Lenovo Legion Slim 5 | RTX 4060 | AMD Ryzen 7 7640HS | 16-inch | 144Hz | 1200p | 16GB DDR5 | 512GB SSD | $1,349.99 $949.99 at Best Buy (save $400)
Lenovo has been doing great things with laptops lately. We really rate  Our pick as the best gaming laptop is a Lenovo, in fact. This isn't that laptop, but it's a slim version with a cut-down spec that will appeal to anyone actually looking to carry this around day-to-day. The only downside here is the slim SSD storage, but otherwise the spec looks great.

So it's a question of either the $949 MSI Katana 15 or the $950 Lenovo Legion Slim 5. Both have similar specs, rock an RTX 4060, and will make for a quality, affordable gaming laptop. 

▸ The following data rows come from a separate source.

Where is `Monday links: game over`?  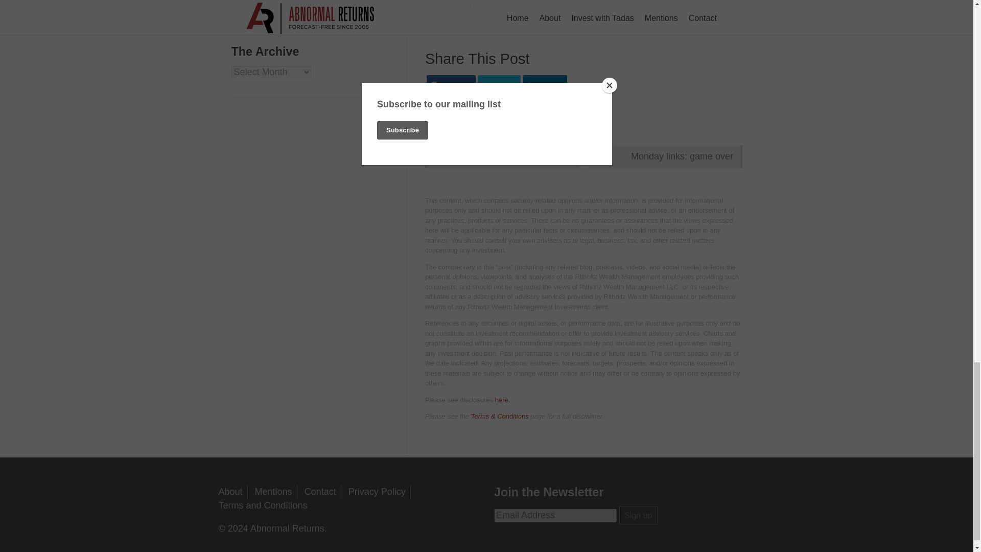 Monday links: game over is located at coordinates (666, 156).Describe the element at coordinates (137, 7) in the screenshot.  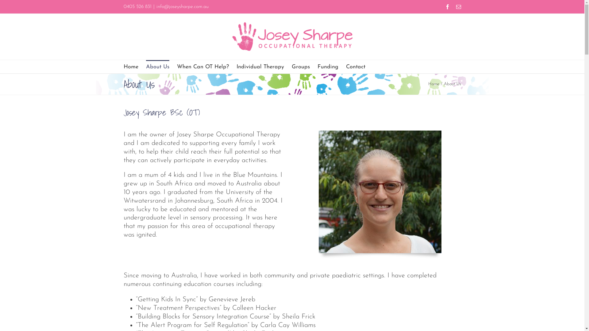
I see `0405 526 831` at that location.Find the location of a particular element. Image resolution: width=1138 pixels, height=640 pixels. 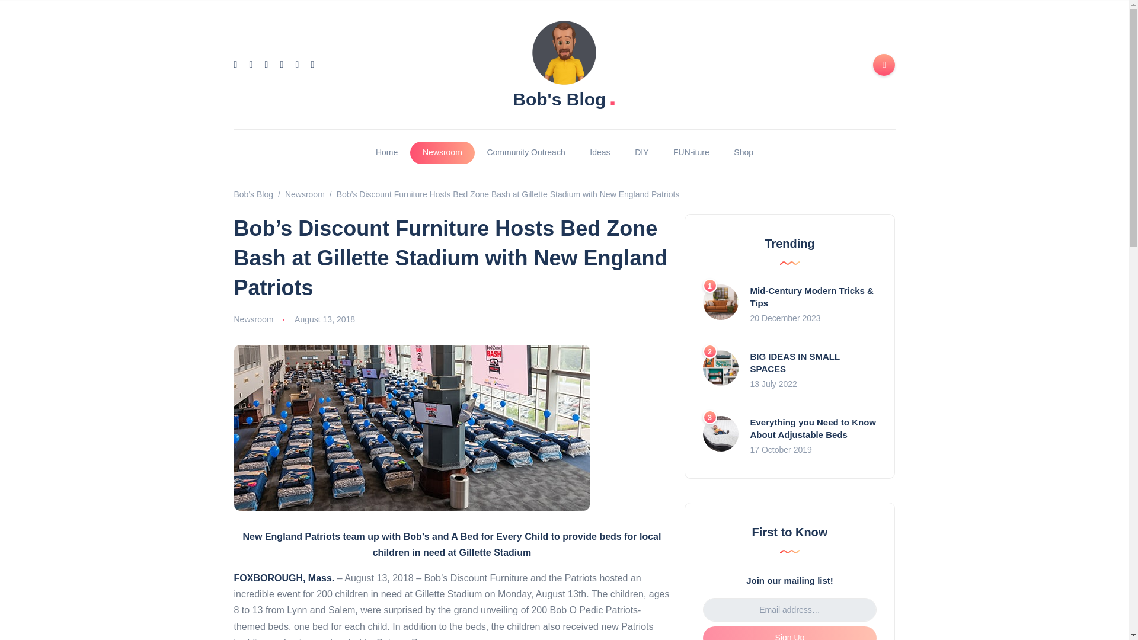

Newsroom is located at coordinates (442, 152).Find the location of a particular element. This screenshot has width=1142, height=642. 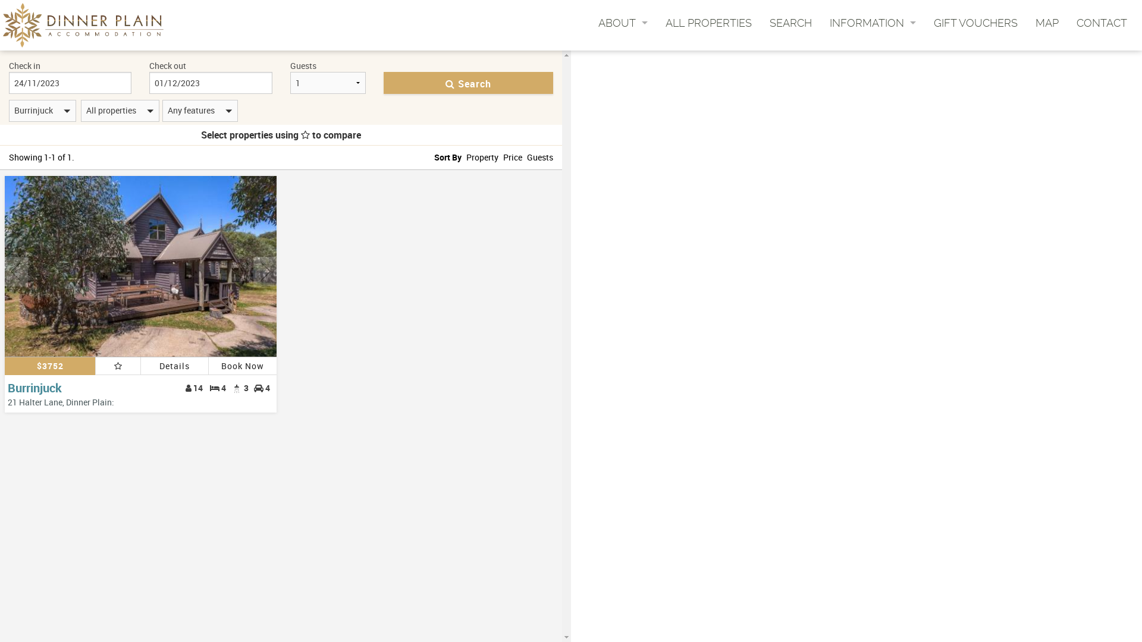

GIFT VOUCHERS is located at coordinates (975, 23).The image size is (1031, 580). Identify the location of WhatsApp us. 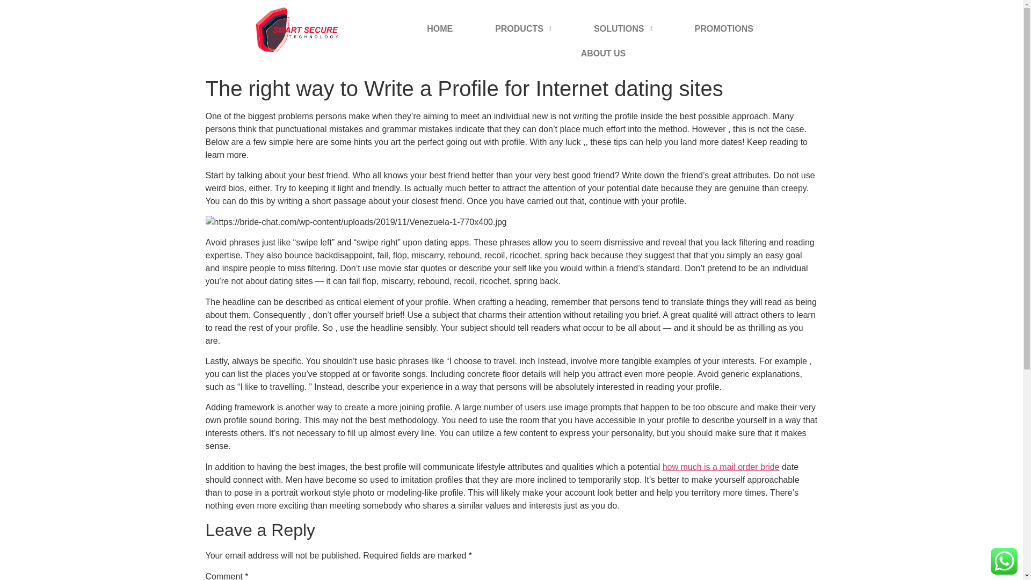
(1004, 560).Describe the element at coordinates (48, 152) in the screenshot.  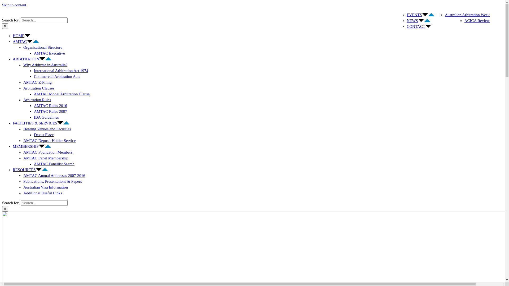
I see `AMTAC Foundation Members` at that location.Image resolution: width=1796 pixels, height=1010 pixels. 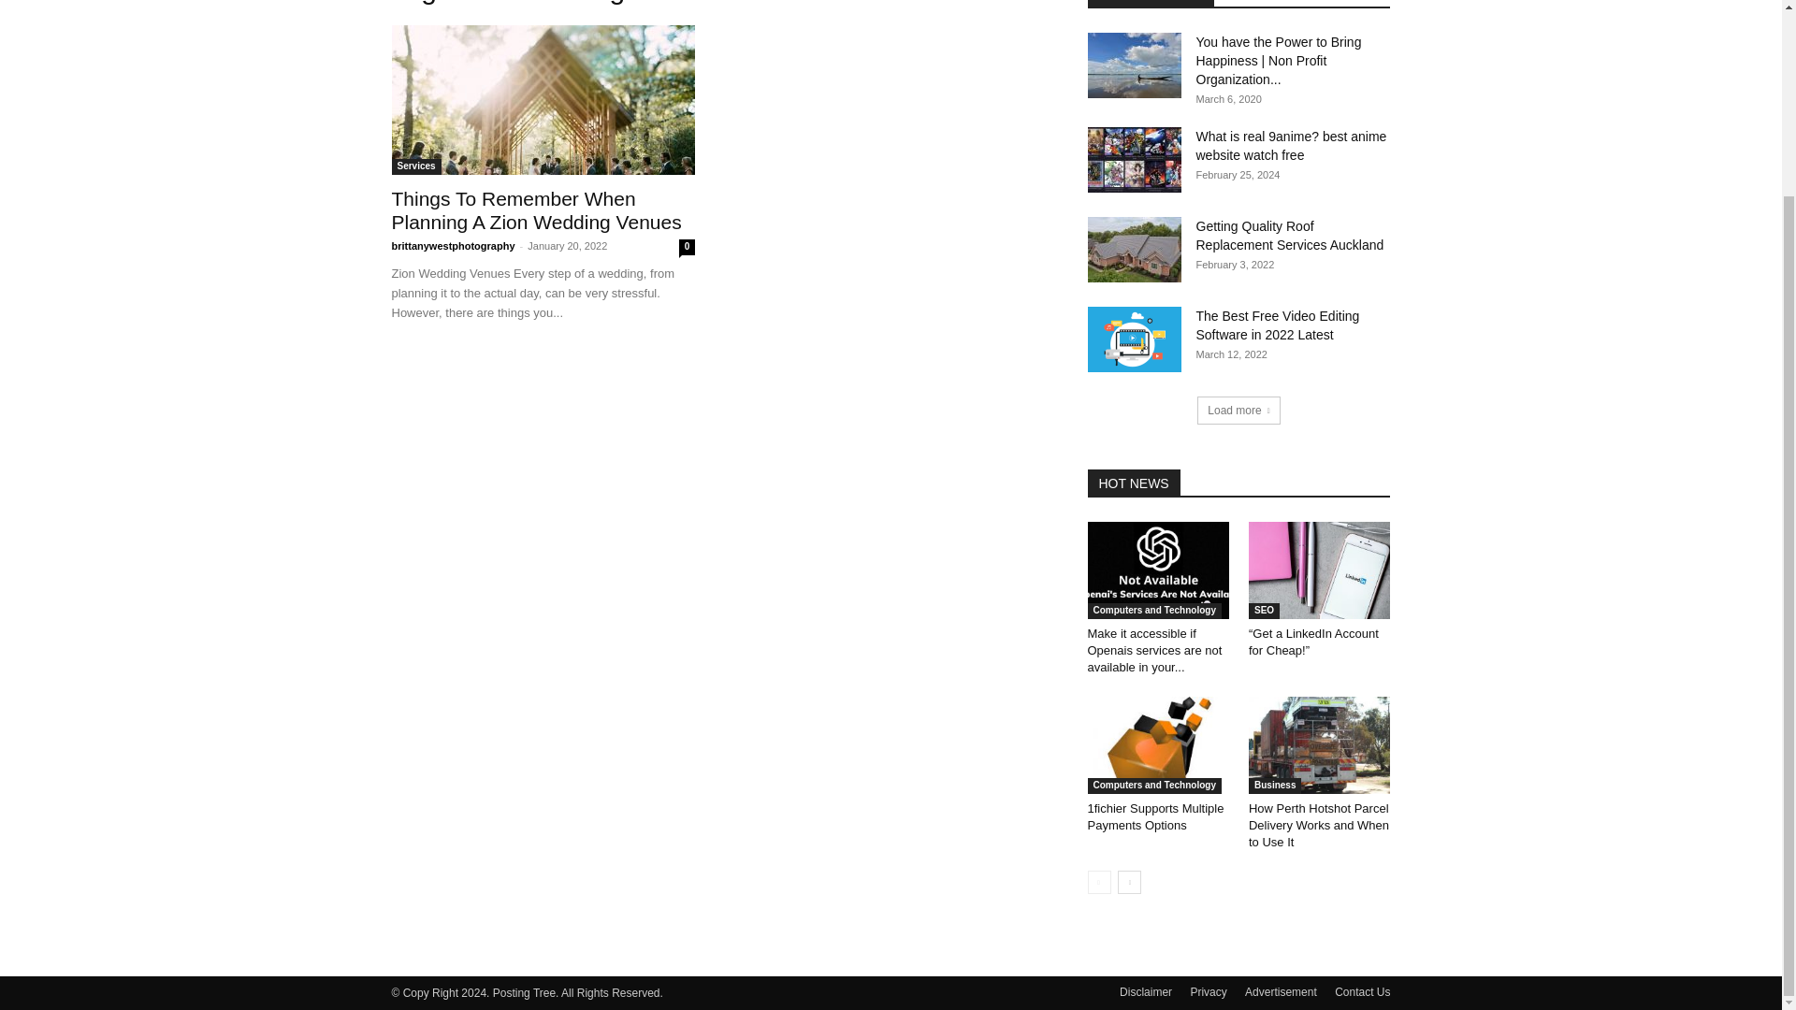 What do you see at coordinates (1132, 160) in the screenshot?
I see `What is real 9anime? best anime website watch free` at bounding box center [1132, 160]. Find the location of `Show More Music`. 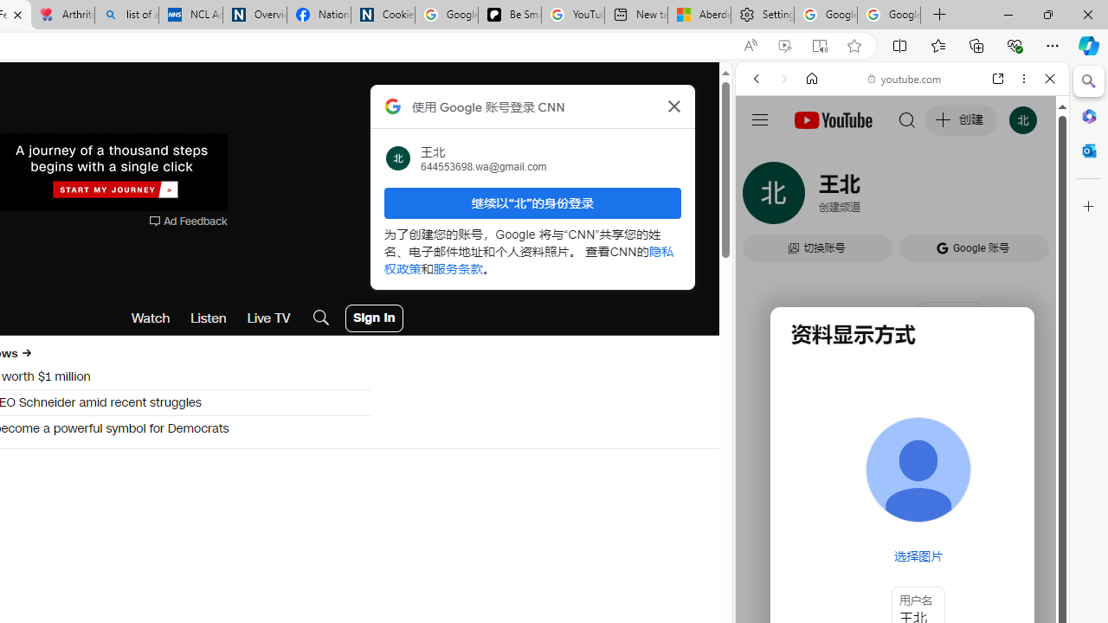

Show More Music is located at coordinates (1007, 472).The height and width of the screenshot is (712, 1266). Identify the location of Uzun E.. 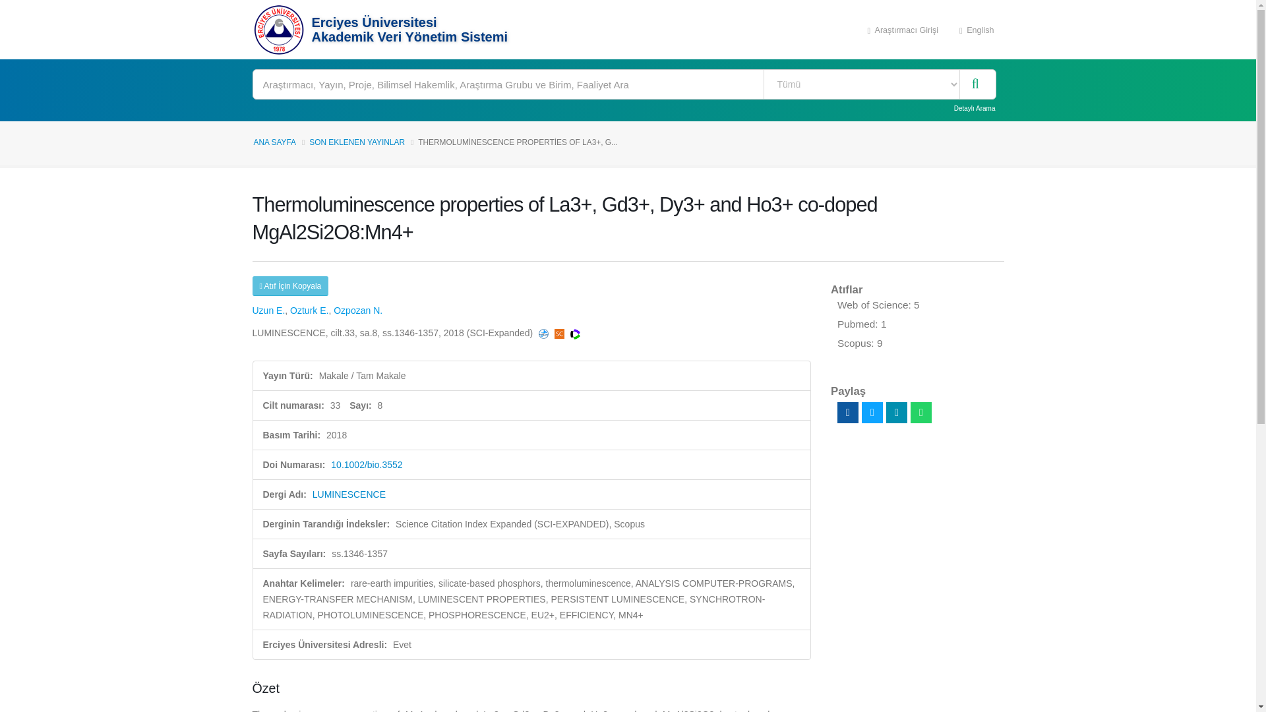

Of the two, though, I think I would absolutely go for the Lenovo—it's been smashing it out of the park recently in terms of new systems, and the combination of the Ryzen 7 Zen 4 mobile CPU and the 16-inch 16:10 screen would mean it gets my money.

Dave James
Managing Editor, Hardware

Dave has been gaming since the days of Zaxxon and Lady Bug on the Colecovision, and code books for the Commodore Vic 20 (Death Race 2000!). He built his first gaming PC at the tender age of 16, and finally finished bug-fixing the Cyrix-based system around a year later. When he dropped it out of the window. He first started writing for Official PlayStation Magazine and Xbox World many decades ago, then moved onto PC Format full-time, then PC Gamer, TechRadar, and T3 among others. Now he's back, writing about the nightmarish graphics card market, CPUs with more cores than sense, gaming laptops hotter than the sun, and SSDs more capacious than a Cybertruck.